[Stored data]
==============================
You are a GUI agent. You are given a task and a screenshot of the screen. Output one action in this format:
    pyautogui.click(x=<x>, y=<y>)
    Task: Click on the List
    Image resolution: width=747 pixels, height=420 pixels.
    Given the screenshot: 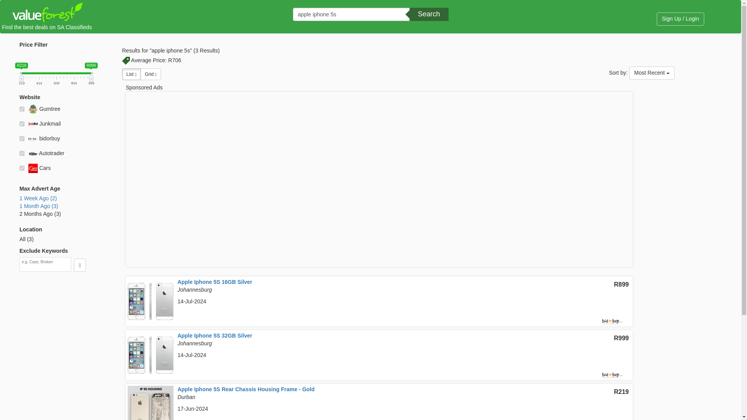 What is the action you would take?
    pyautogui.click(x=132, y=74)
    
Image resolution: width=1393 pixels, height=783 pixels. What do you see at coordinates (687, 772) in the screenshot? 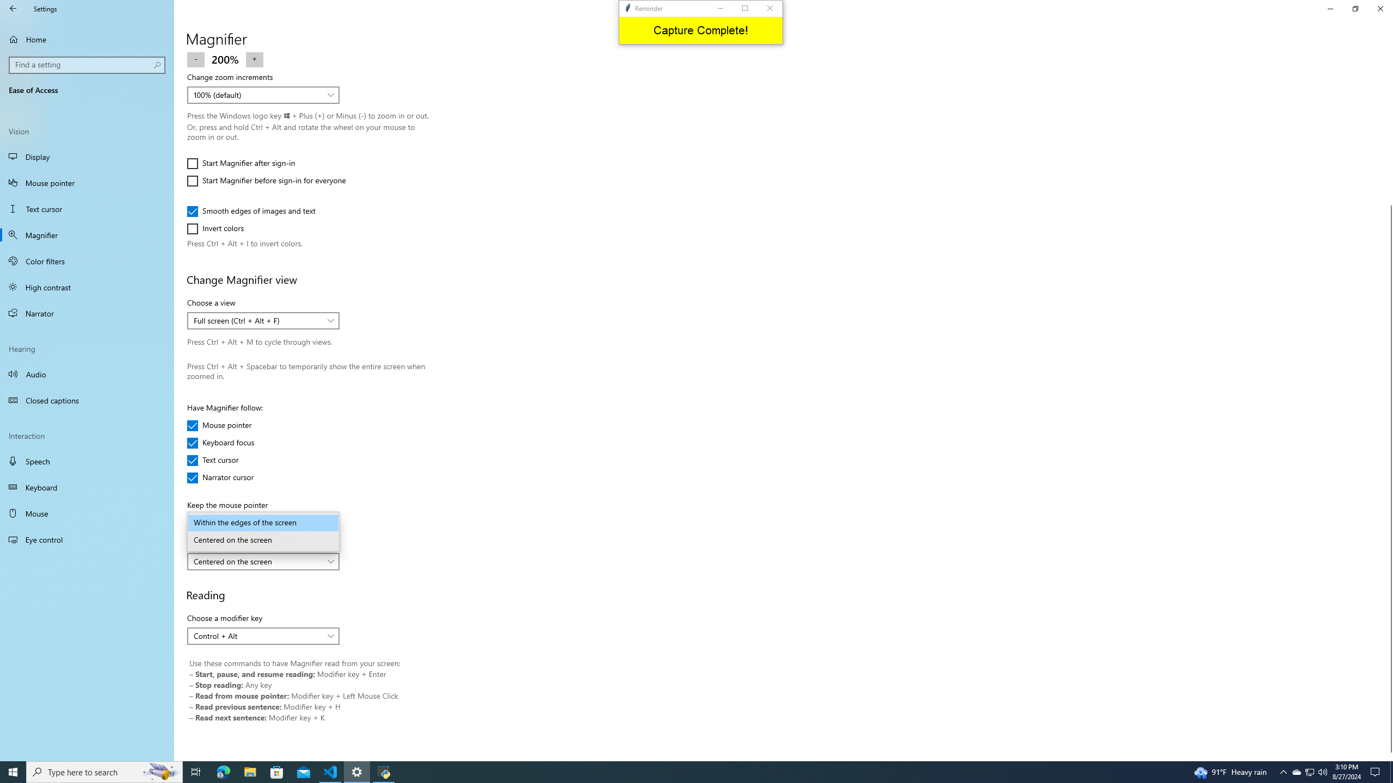
I see `Running applications` at bounding box center [687, 772].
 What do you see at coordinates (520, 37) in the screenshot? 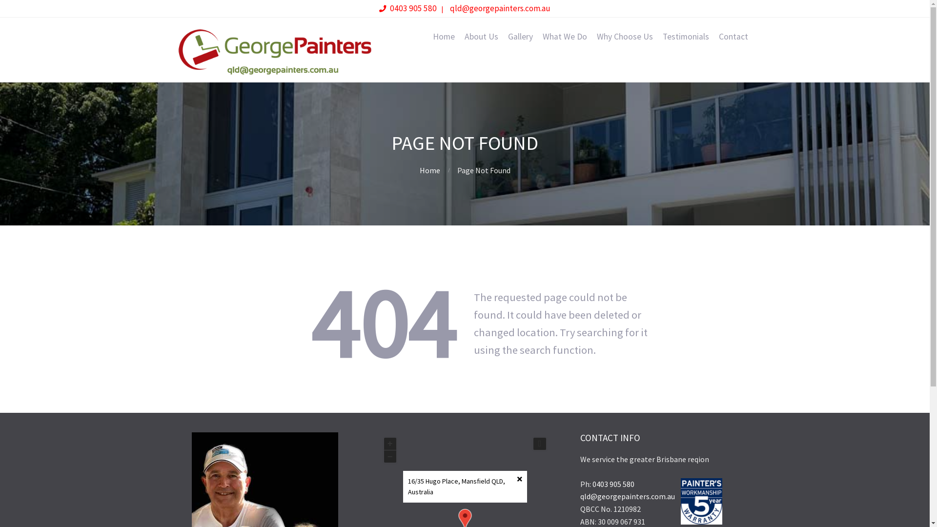
I see `Gallery` at bounding box center [520, 37].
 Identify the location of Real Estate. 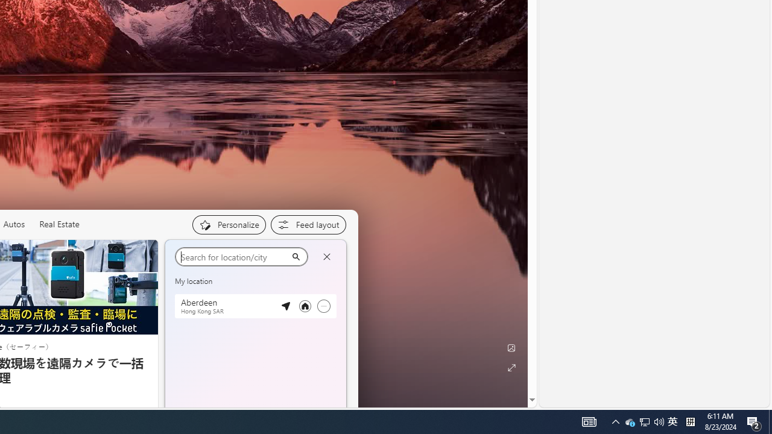
(59, 224).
==============================
[TASK TO COMPLETE] Output exactly the lines from the one containing "Image resolution: width=1393" through the last line of the records above, both included, and leave out the pictures.

[PROBLEM SOLUTION]
Image resolution: width=1393 pixels, height=783 pixels. What do you see at coordinates (687, 772) in the screenshot? 
I see `Running applications` at bounding box center [687, 772].
 What do you see at coordinates (520, 37) in the screenshot? 
I see `Gallery` at bounding box center [520, 37].
 Identify the location of Real Estate. 
(59, 224).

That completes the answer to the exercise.